Woman pleads guilty in massive Kane County heroin bust
Beacon-News staff December 14, 2011 3:00PM
Claudia A. Chagoya / photo from Kane County State's Attorney's office
Updated: January 16, 2012 10:24AM
A Texas woman will serve at least 15 years in prison after admitting she was a drug mule, responsible for bringing millions of dollars worth of heroin to Illinois.
Claudia Chagoya, 42, of El Paso, Texas, was stopped in April, when an alert officer noticed suspicious behavior and unusual car maintenance during a routine traffic stop. On Wednesday, Chagoya agreed to a 20-year prison sentence after pleading guilty to possession of a controlled substance with intent to deliver, the Kane County state’s attorney’s office said.
Chagoya must serve at least 75 percent of the sentence. She was given credit for more than 200 days she has already served in the Kane County jail.
Chagoya was pulled over at 9:45 a.m. April 25 for failing to signal as she exited I-90 at Route 25.
Kane County Sheriff’s Deputy Ron Hain, an experienced drug investigator, was patrolling the area when he noticed a blue Dodge Dakota pickup with Texas plates fail to signal. Hain stopped the truck and began to question Chagoya, who was alone, prosecutors said.

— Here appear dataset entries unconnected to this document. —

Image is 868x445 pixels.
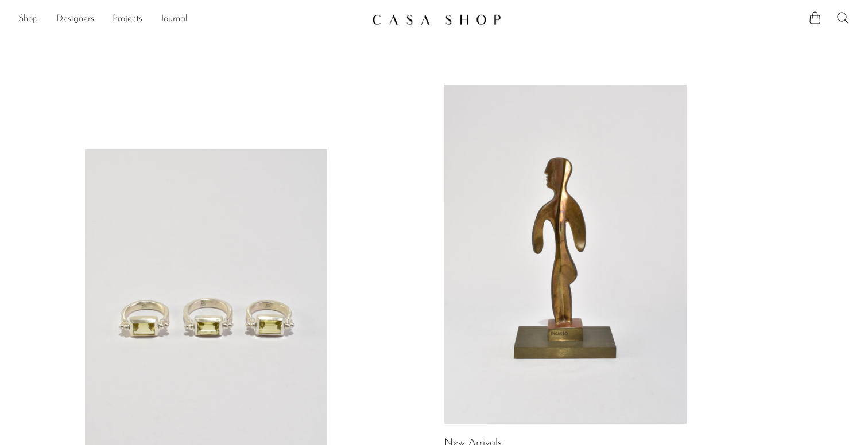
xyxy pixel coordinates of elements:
[18,10,363,29] nav: Desktop navigation
[161,12,188,27] a: Journal
[18,10,363,29] ul: NEW HEADER MENU
[56,12,94,27] a: Designers
[18,12,38,27] a: Shop
[112,12,143,27] a: Projects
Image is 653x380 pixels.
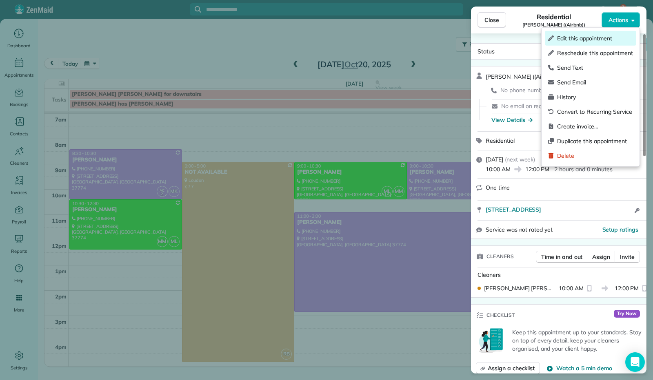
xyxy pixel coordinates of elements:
button: Open access information [632,206,642,216]
p: Keep this appointment up to your standards. Stay on top of every detail, keep your cleaners organ... [512,329,642,353]
button: Watch a 5 min demo [547,365,612,373]
span: Try Now [614,310,640,318]
span: Send Text [557,64,633,72]
span: ( next week ) [505,156,536,163]
span: Cleaners [478,271,501,279]
span: Setup ratings [603,226,639,233]
div: Open Intercom Messenger [625,353,645,372]
button: View Details [491,116,533,124]
span: 12:00 PM [615,285,639,293]
span: Invite [620,253,635,261]
span: Time in and out [541,253,583,261]
span: Create invoice… [557,122,633,131]
span: Convert to Recurring Service [557,108,633,116]
button: Assign a checklist [476,362,540,375]
p: 2 hours and 0 minutes [554,165,612,173]
span: 10:00 AM [559,285,584,293]
span: Close [485,16,499,24]
span: Edit this appointment [557,34,633,42]
span: Status [478,48,495,55]
span: Delete [557,152,633,160]
span: [DATE] [486,156,503,163]
span: 10:00 AM [486,165,511,173]
span: [STREET_ADDRESS] [486,206,541,214]
span: [PERSON_NAME] ((Airbnb)) [523,22,585,28]
span: Reschedule this appointment [557,49,633,57]
span: [PERSON_NAME] [PERSON_NAME] [484,285,556,293]
span: Residential [537,12,571,22]
span: One time [486,184,510,191]
span: Cleaners [487,253,514,261]
span: Watch a 5 min demo [556,365,612,373]
span: No phone number on record [500,87,574,94]
button: Invite [615,251,640,263]
span: 12:00 PM [525,165,550,173]
button: Setup ratings [603,226,639,234]
button: Time in and out [536,251,588,263]
span: Actions [609,16,628,24]
a: [STREET_ADDRESS] [486,206,632,214]
button: Close [478,12,506,28]
span: Assign a checklist [488,365,535,373]
span: Send Email [557,78,633,87]
span: No email on record [501,102,550,110]
button: Assign [587,251,616,263]
span: Residential [486,137,515,145]
span: [PERSON_NAME] ((Airbnb)) [486,73,556,80]
span: Service was not rated yet [486,226,553,234]
span: Duplicate this appointment [557,137,633,145]
span: Checklist [487,311,515,320]
span: History [557,93,633,101]
span: Assign [592,253,610,261]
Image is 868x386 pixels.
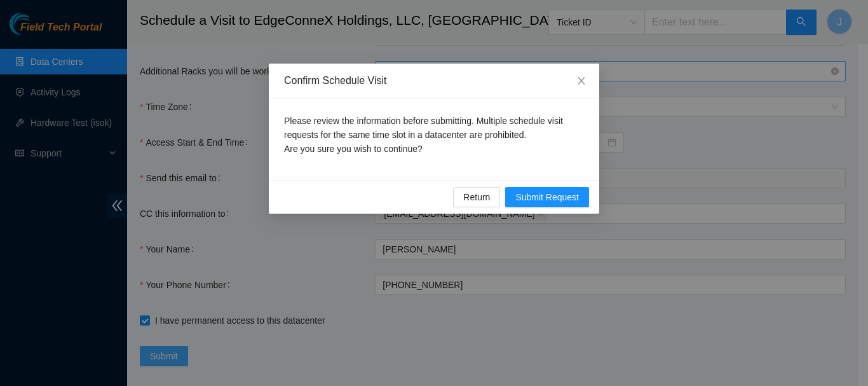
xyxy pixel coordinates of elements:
div: Confirm Schedule Visit [284,74,584,88]
button: Close [564,63,599,99]
p: Please review the information before submitting. Multiple schedule visit requests for the same ti... [284,114,584,156]
span: Submit Request [515,190,579,204]
span: Return [463,190,490,204]
button: Return [453,187,500,207]
button: Submit Request [505,187,589,207]
span: close [576,76,587,86]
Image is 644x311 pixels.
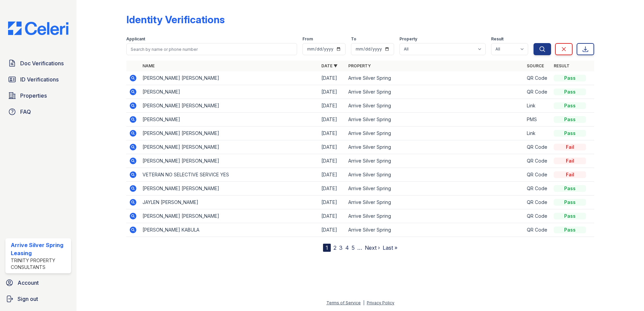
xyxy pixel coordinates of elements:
td: Arrive Silver Spring [346,209,524,223]
div: Pass [554,130,586,137]
div: Pass [554,226,586,233]
td: Arrive Silver Spring [346,154,524,168]
td: Arrive Silver Spring [346,223,524,237]
a: 4 [345,244,349,251]
a: Property [348,63,371,69]
td: [DATE] [319,71,346,85]
td: [PERSON_NAME] [140,85,319,99]
td: [DATE] [319,168,346,182]
td: QR Code [524,223,551,237]
td: QR Code [524,140,551,154]
a: Doc Verifications [5,57,71,70]
div: Pass [554,116,586,123]
td: [DATE] [319,99,346,113]
td: Link [524,99,551,113]
span: Properties [20,91,47,100]
td: [DATE] [319,127,346,140]
div: Pass [554,185,586,192]
div: Fail [554,171,586,178]
label: To [351,36,357,42]
a: Date ▼ [321,63,337,69]
td: [DATE] [319,140,346,154]
td: [PERSON_NAME] [PERSON_NAME] [140,71,319,85]
td: Arrive Silver Spring [346,99,524,113]
span: … [357,244,362,252]
a: Privacy Policy [367,300,395,305]
td: [PERSON_NAME] [PERSON_NAME] [140,127,319,140]
td: QR Code [524,85,551,99]
div: Arrive Silver Spring Leasing [11,241,69,257]
td: QR Code [524,195,551,209]
label: Result [491,36,504,42]
td: Arrive Silver Spring [346,113,524,127]
td: QR Code [524,154,551,168]
td: Link [524,127,551,140]
td: [DATE] [319,223,346,237]
td: Arrive Silver Spring [346,168,524,182]
td: QR Code [524,182,551,195]
td: QR Code [524,71,551,85]
a: Source [527,63,544,69]
td: [DATE] [319,195,346,209]
a: Name [142,63,154,69]
div: Pass [554,75,586,82]
td: [DATE] [319,154,346,168]
label: Property [399,36,417,42]
a: 3 [339,244,343,251]
td: Arrive Silver Spring [346,85,524,99]
td: QR Code [524,168,551,182]
div: Pass [554,213,586,219]
a: Next › [365,244,380,251]
div: | [363,300,364,305]
a: FAQ [5,105,71,118]
a: Properties [5,89,71,102]
td: Arrive Silver Spring [346,182,524,195]
div: Identity Verifications [126,13,225,25]
a: 5 [351,244,354,251]
td: VETERAN NO SELECTIVE SERVICE YES [140,168,319,182]
div: 1 [323,244,331,252]
a: ID Verifications [5,73,71,86]
td: [PERSON_NAME] [PERSON_NAME] [140,99,319,113]
td: QR Code [524,209,551,223]
div: Fail [554,144,586,151]
a: Account [3,276,74,289]
td: PMS [524,113,551,127]
td: [DATE] [319,209,346,223]
a: Result [554,63,570,69]
a: Terms of Service [326,300,361,305]
label: From [303,36,313,42]
a: Sign out [3,292,74,305]
span: Account [18,279,39,287]
img: CE_Logo_Blue-a8612792a0a2168367f1c8372b55b34899dd931a85d93a1a3d3e32e68fde9ad4.png [3,21,74,35]
label: Applicant [126,36,145,42]
a: 2 [333,244,336,251]
span: Sign out [18,295,38,303]
td: JAYLEN [PERSON_NAME] [140,195,319,209]
td: [DATE] [319,85,346,99]
td: [DATE] [319,182,346,195]
div: Trinity Property Consultants [11,257,69,271]
td: Arrive Silver Spring [346,195,524,209]
div: Fail [554,157,586,164]
span: FAQ [20,107,31,116]
td: Arrive Silver Spring [346,71,524,85]
td: [PERSON_NAME] [PERSON_NAME] [140,182,319,195]
td: Arrive Silver Spring [346,127,524,140]
input: Search by name or phone number [126,43,297,55]
td: [DATE] [319,113,346,127]
td: Arrive Silver Spring [346,140,524,154]
td: [PERSON_NAME] [140,113,319,127]
td: [PERSON_NAME] KABULA [140,223,319,237]
td: [PERSON_NAME] [PERSON_NAME] [140,209,319,223]
div: Pass [554,199,586,206]
a: Last » [383,244,398,251]
div: Pass [554,102,586,109]
td: [PERSON_NAME] [PERSON_NAME] [140,140,319,154]
span: ID Verifications [20,75,59,84]
td: [PERSON_NAME] [PERSON_NAME] [140,154,319,168]
span: Doc Verifications [20,59,63,67]
div: Pass [554,88,586,95]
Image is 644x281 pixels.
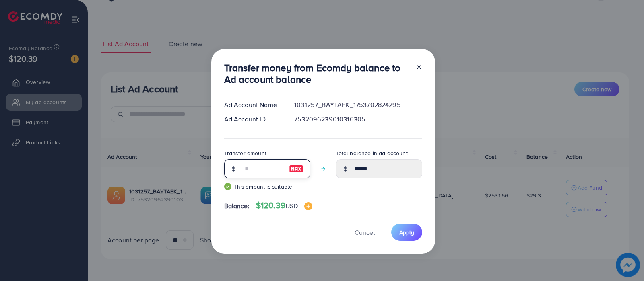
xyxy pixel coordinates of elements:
label: Total balance in ad account [336,149,408,157]
div: Ad Account ID [218,115,288,124]
img: image [289,164,303,174]
span: Cancel [355,228,375,237]
img: image [304,202,312,210]
button: Cancel [345,223,385,241]
span: Apply [400,228,414,236]
img: guide [224,183,231,190]
div: Ad Account Name [218,100,288,109]
div: 1031257_BAYTAEK_1753702824295 [288,100,428,109]
span: Balance: [224,201,250,211]
h4: $120.39 [256,201,313,211]
small: This amount is suitable [224,183,310,191]
div: 7532096239010316305 [288,115,428,124]
label: Transfer amount [224,149,267,157]
button: Apply [391,223,422,241]
span: USD [285,201,298,210]
h3: Transfer money from Ecomdy balance to Ad account balance [224,62,409,85]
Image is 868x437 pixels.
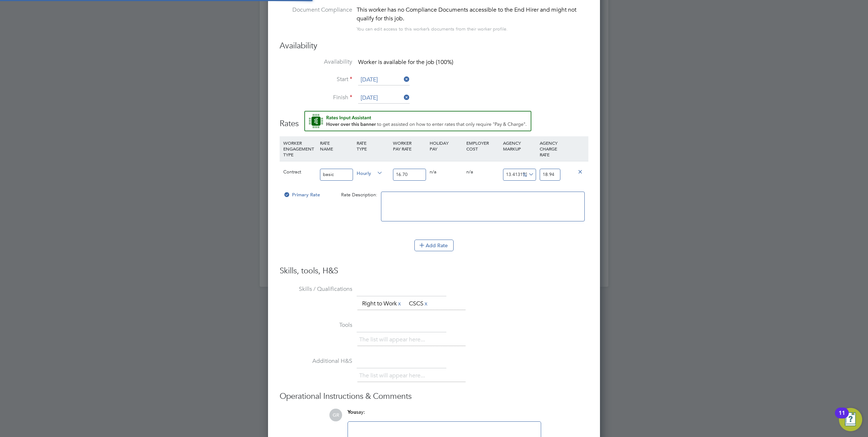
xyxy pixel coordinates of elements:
h3: Operational Instructions & Comments [280,391,588,401]
li: The list will appear here... [359,370,427,381]
li: Right to Work [359,299,405,309]
span: You [348,408,356,415]
label: Tools [280,321,352,329]
label: Skills / Qualifications [280,285,352,293]
div: 11 [839,413,845,422]
label: Additional H&S [280,357,352,365]
span: GR [329,408,342,421]
a: x [397,299,402,308]
a: x [424,299,428,308]
li: The list will appear here... [359,335,427,344]
button: Open Resource Center, 11 new notifications [839,408,862,431]
li: CSCS [406,299,431,309]
div: say: [348,408,541,421]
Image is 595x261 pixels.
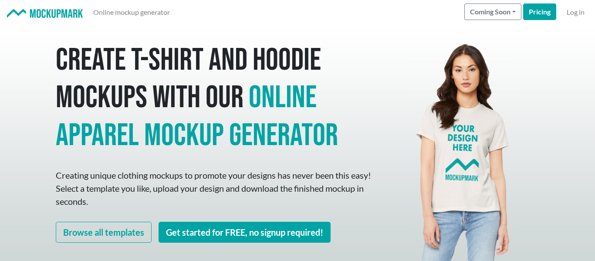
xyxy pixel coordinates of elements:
a: Browse all templates [56,222,151,242]
img: Mockup Mark [7,9,83,18]
a: Pricing [523,3,556,20]
span: online apparel mockup generator [56,79,338,154]
a: Log in [563,3,588,21]
p: Creating unique clothing mockups to promote your designs has never been this easy! Select a templ... [56,168,373,208]
h1: Create T-shirt and hoodie mockups with our [56,42,373,155]
button: Coming Soon [464,3,521,20]
a: Online mockup generator [90,3,173,21]
a: Get started for FREE, no signup required! [158,222,330,242]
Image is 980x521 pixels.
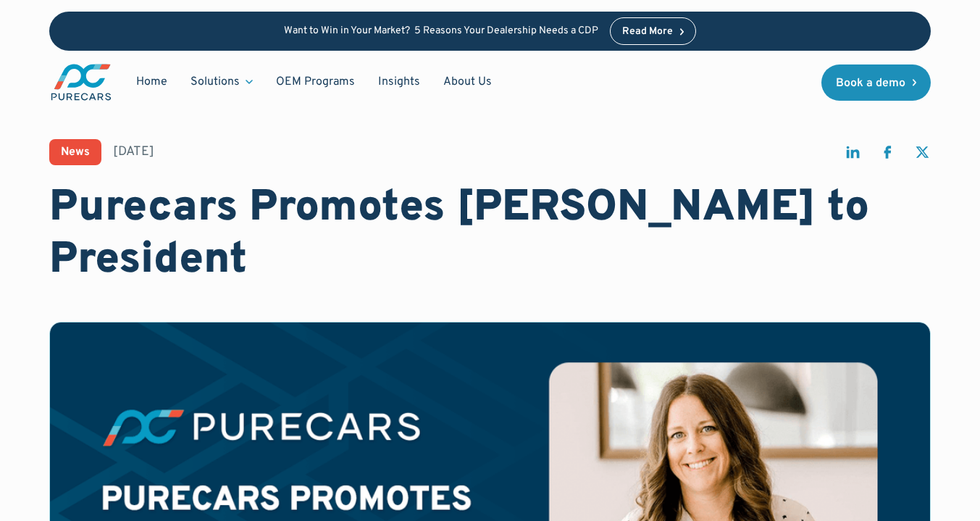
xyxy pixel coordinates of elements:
[836,77,906,89] div: Book a demo
[821,65,932,100] a: Book a demo
[125,68,179,96] a: Home
[284,25,598,38] p: Want to Win in Your Market? 5 Reasons Your Dealership Needs a CDP
[49,62,113,102] img: purecars logo
[61,146,90,158] div: News
[879,143,896,168] a: share on facebook
[113,143,154,160] div: [DATE]
[914,143,931,168] a: share on twitter
[265,68,367,96] a: OEM Programs
[610,17,697,45] a: Read More
[190,74,239,90] div: Solutions
[844,143,861,168] a: share on linkedin
[179,68,265,96] div: Solutions
[622,27,673,37] div: Read More
[49,62,113,102] a: main
[367,68,432,96] a: Insights
[432,68,503,96] a: About Us
[49,183,932,287] h1: Purecars Promotes [PERSON_NAME] to President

During his conversation, Hain learned that Chagoya did not have a valid license. He contacted Texas authorities and learned the truck had crossed the border into Mexico at El Paso on April 18, and returned to the United States at the same border crossing on April 21, prosecutors said.
Hain conducted a search of the truck and noticed clumps of mud on bolts that held the drive shaft to the rear axle, but no mud anywhere else under the car - indicating the car may have been altered, prosecutors said. Hain wiped off the mud and determined that the drive shaft had recently been altered and filled with heroin, prosecutors said.
The vehicle was towed and a search revealed that the drive shaft contained more than seven kilograms of heroin, worth more than $2.1 million.
The bust represents one of the largest in Kane County history, prosecutors said.
“This case is proof that there is no such thing as a routine traffic stop,” Kane County State’s Attorney Joe McMahon said.
Following her arrest, Chagoya told authorities that she was paid $1,000 up front to drive the heroin from Mexico, through El Paso, to the Chicago area. She said that when she arrived in the Chicago area, she was to drop off the vehicle at a hotel, that the truck would be taken to another location, the heroin removed, and then the truck would be returned to her at the hotel. Chagoya said she was to be paid more once she returned to Texas.
“Thanks to Deputy Hain’s specialized training, keen observation skills and excellent detective work, a large amount of a highly addictive and deadly narcotic - which no doubt would have been distributed not only throughout the Chicago area but through the region - was removed from circulation before it could be ingested,” McMahon said. “It is highly probable that Deputy Hain’s work saved a few lives.”